Squilliam said:
A.) How many planes, boats, rail cars, road vehicles, chainsaws, diggers etc can you power directly from either natural gas or coal? B.) How do you build up finite resource that you're depleting? Answer: You don't. You can find more, you can expend ever increasing effort to extract more but you don't magically create the stuff. Anyway hopefully in 40 years time doesn't cut it because depletion is already cutting the supply of conventional oil. Why else do you think Shell is drilling in the Arctic? If they had any better prospects anywhere else in the world don't you think they'd try to drill those first? Why, pray tell do you think that the capital expenditure for companies like ExonMobil are increasing and yet the relative share of oil production remains flat? Why do you think that drilling activity in the U.S.A. recently fell from an all time high and yet production is only half of that in the 1970s? http://inflationdata.com/inflation/inflation_rate/historical_oil_prices_chart.asp We simply cannot get oil out of the ground fast enough and cheaply enough to satisfy demand which is why the price is so high. Natural gas is no substitute, nor is coal. You can exchange coal for natural gas for most things and anywhere where the utility of the energy suplied is less valuable than sheer BTUs you already the substitution has already happened, the areas where it hasn't happened, haven't because they either can't or it is extremely impractical. |
That's just not true. It would be very practical to implement natural gas in cars for example... and pretty cheap.
Oil is in fine condition still, you can tell by the fact that we still aren't tapping into COUNTLESS areas with oil that have been named "off limits".
Hell, offshore drilling was just recently brought back on the table in part of Obama's plan to "Outflank the Republicans" by suddenly getting way more conservative. Like his extremely harsh actions recently against legal (state wise) Marijuana dealers.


- [What to do]: What is the number of lines in the data below that contain "this"? Reply with the number only.

##### Provided data #####

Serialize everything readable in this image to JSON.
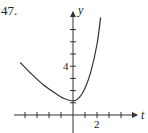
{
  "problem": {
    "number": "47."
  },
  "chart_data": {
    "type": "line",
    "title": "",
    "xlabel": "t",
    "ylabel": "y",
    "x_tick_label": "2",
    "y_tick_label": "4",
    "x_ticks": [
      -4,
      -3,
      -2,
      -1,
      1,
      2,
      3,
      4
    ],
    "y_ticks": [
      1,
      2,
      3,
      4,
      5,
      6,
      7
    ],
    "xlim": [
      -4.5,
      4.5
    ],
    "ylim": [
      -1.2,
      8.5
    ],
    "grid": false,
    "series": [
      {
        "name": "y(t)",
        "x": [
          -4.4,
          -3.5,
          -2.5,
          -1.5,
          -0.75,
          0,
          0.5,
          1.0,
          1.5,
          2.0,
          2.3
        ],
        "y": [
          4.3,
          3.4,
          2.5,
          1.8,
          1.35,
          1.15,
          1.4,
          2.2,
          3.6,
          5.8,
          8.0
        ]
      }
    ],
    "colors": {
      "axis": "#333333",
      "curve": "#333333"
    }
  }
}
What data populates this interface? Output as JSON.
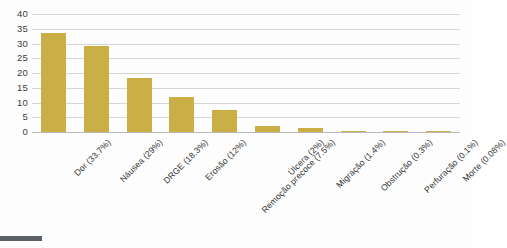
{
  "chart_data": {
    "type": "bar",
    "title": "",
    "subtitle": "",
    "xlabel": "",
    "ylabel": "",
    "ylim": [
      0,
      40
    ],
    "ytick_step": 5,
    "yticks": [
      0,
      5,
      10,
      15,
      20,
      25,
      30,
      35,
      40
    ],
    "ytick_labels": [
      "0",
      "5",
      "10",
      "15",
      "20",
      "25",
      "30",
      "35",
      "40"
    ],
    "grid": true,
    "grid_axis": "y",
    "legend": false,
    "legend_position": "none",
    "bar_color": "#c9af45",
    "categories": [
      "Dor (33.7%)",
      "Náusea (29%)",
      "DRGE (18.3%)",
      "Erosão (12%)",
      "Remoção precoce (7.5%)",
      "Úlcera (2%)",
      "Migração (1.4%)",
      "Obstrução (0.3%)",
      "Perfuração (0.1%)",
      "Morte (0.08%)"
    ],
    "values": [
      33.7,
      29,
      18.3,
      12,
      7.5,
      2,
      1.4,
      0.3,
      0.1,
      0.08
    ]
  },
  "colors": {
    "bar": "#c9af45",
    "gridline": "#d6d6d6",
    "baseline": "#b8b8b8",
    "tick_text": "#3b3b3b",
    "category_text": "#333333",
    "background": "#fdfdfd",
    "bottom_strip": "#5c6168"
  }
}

#####

- [Written response]: 2